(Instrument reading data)
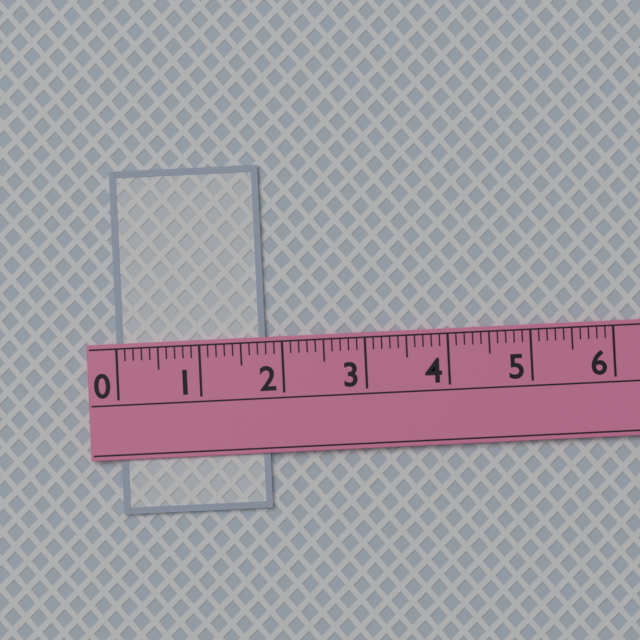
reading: 1.8 (no unit)
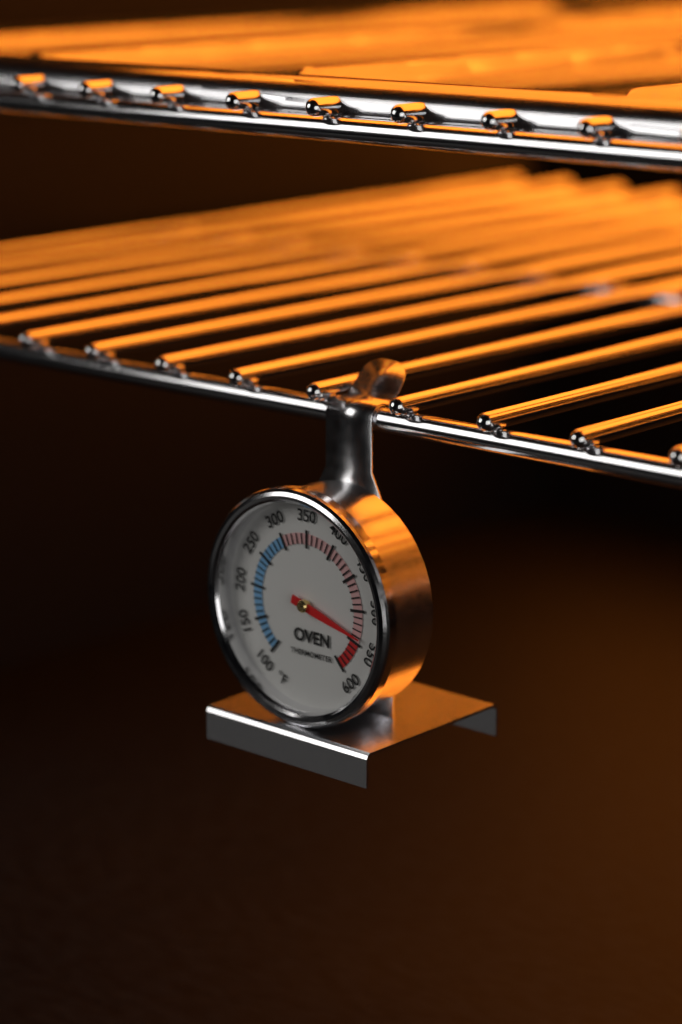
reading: 540 °F
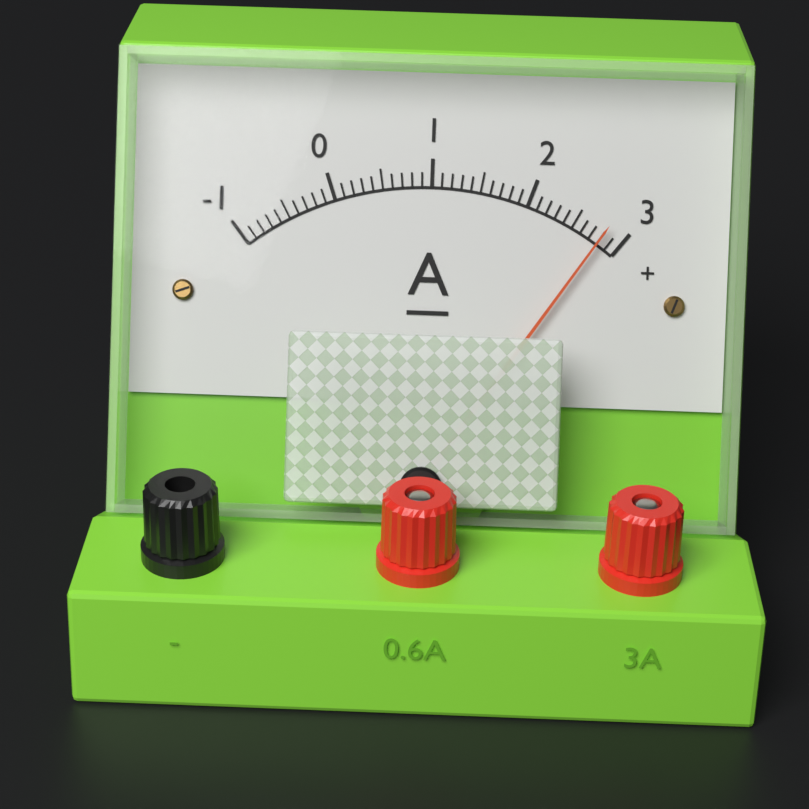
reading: 2.8 A
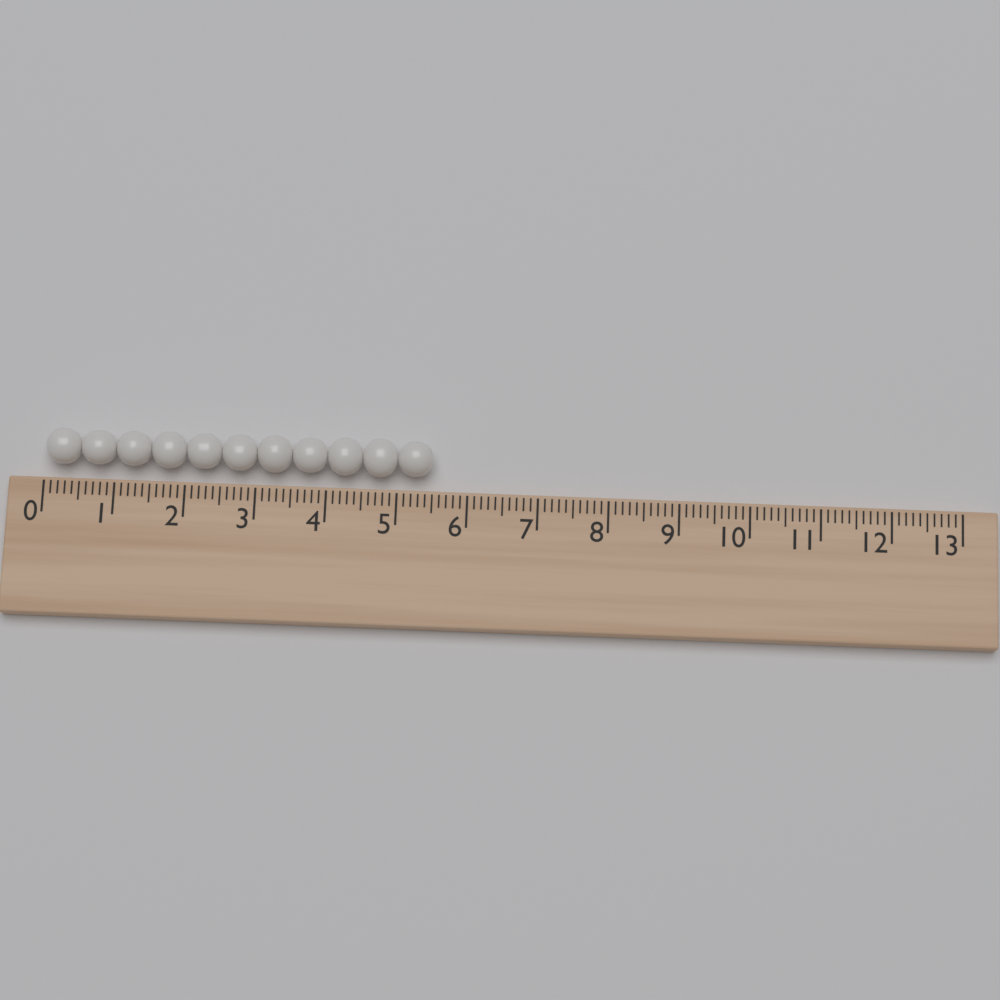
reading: 5.5 (no unit)
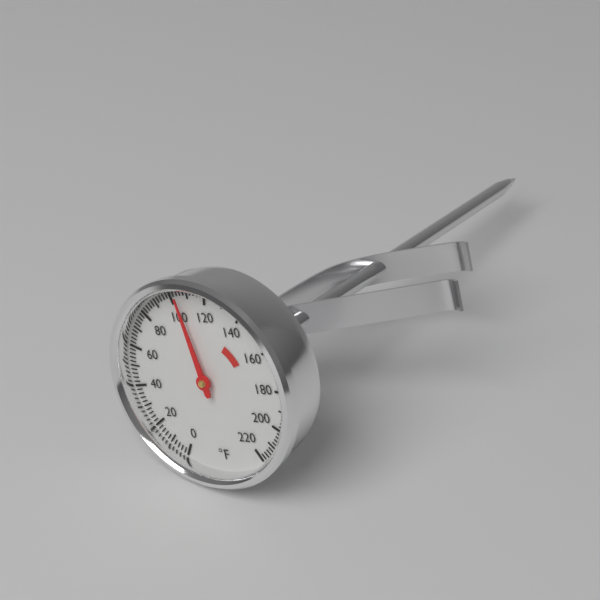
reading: 104 °F
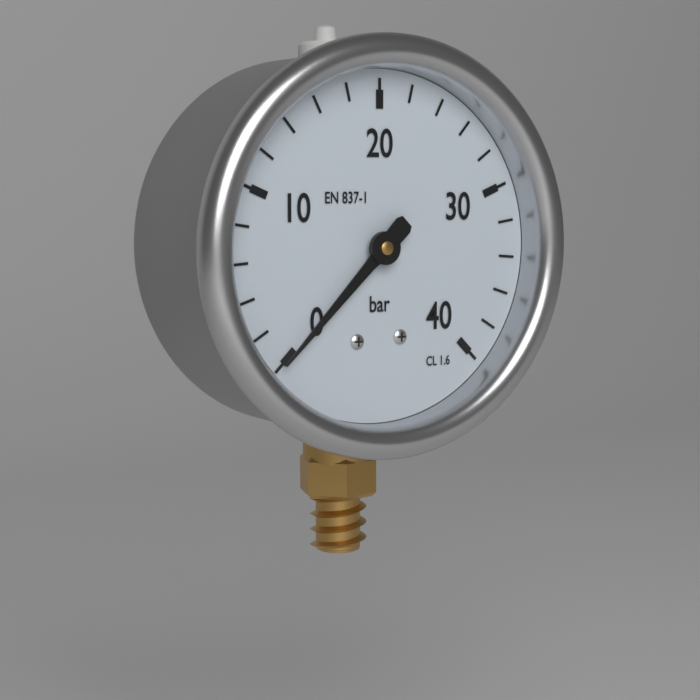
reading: 0 bar
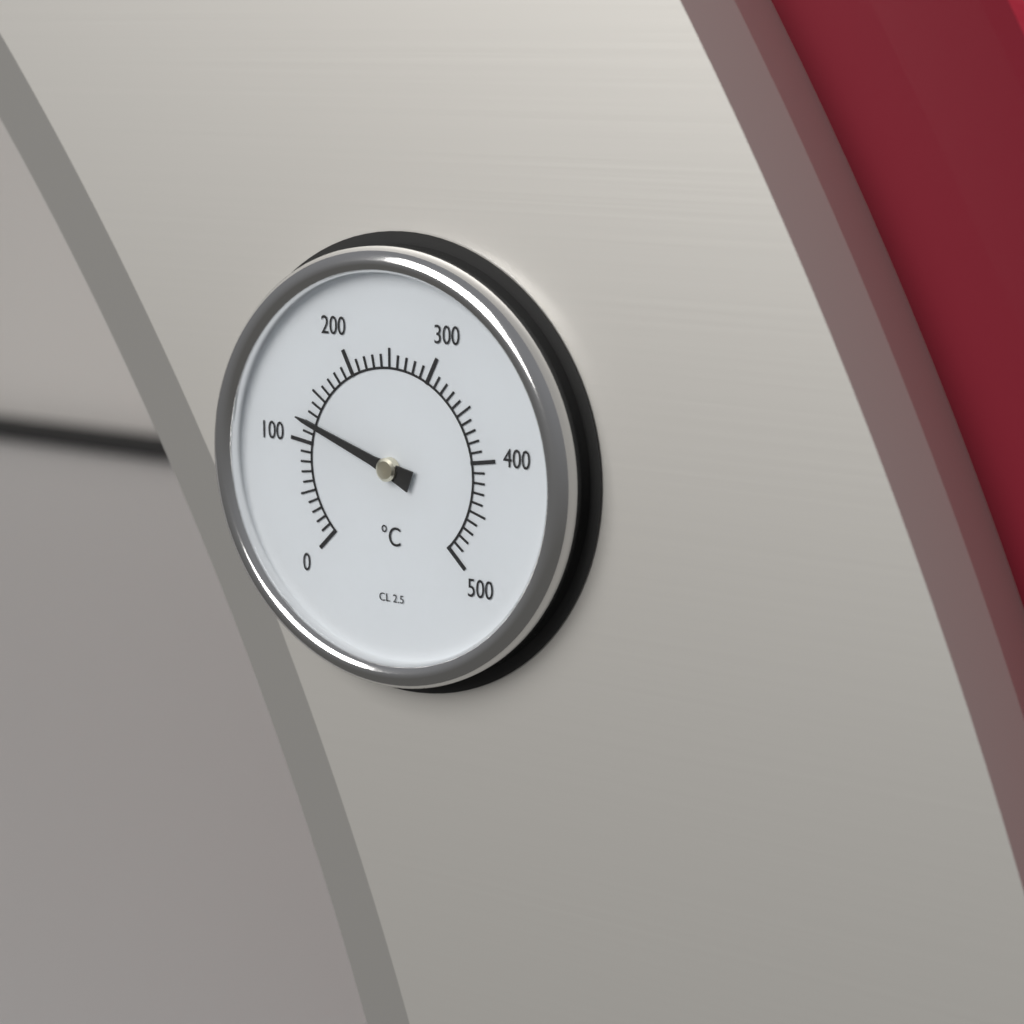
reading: 120 °C
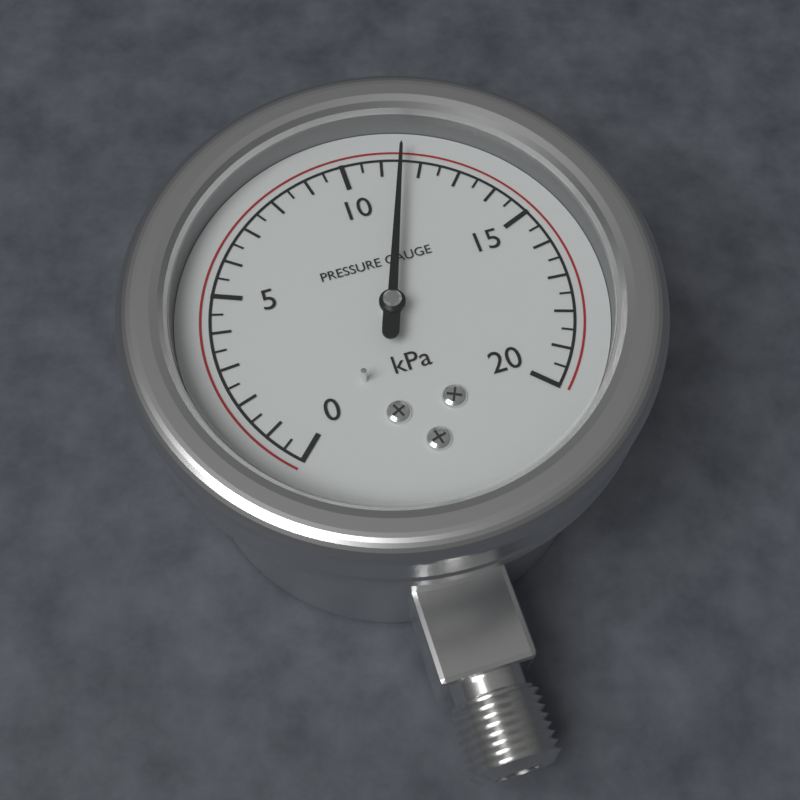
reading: 11.5 kPa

**Prompt:**
Output all of the data exactly as it stands, minus any images.

**Exercise answer:**
reading: 1.8 (no unit)
reading: 540 °F
reading: 2.8 A
reading: 5.5 (no unit)
reading: 104 °F
reading: 0 bar
reading: 120 °C
reading: 11.5 kPa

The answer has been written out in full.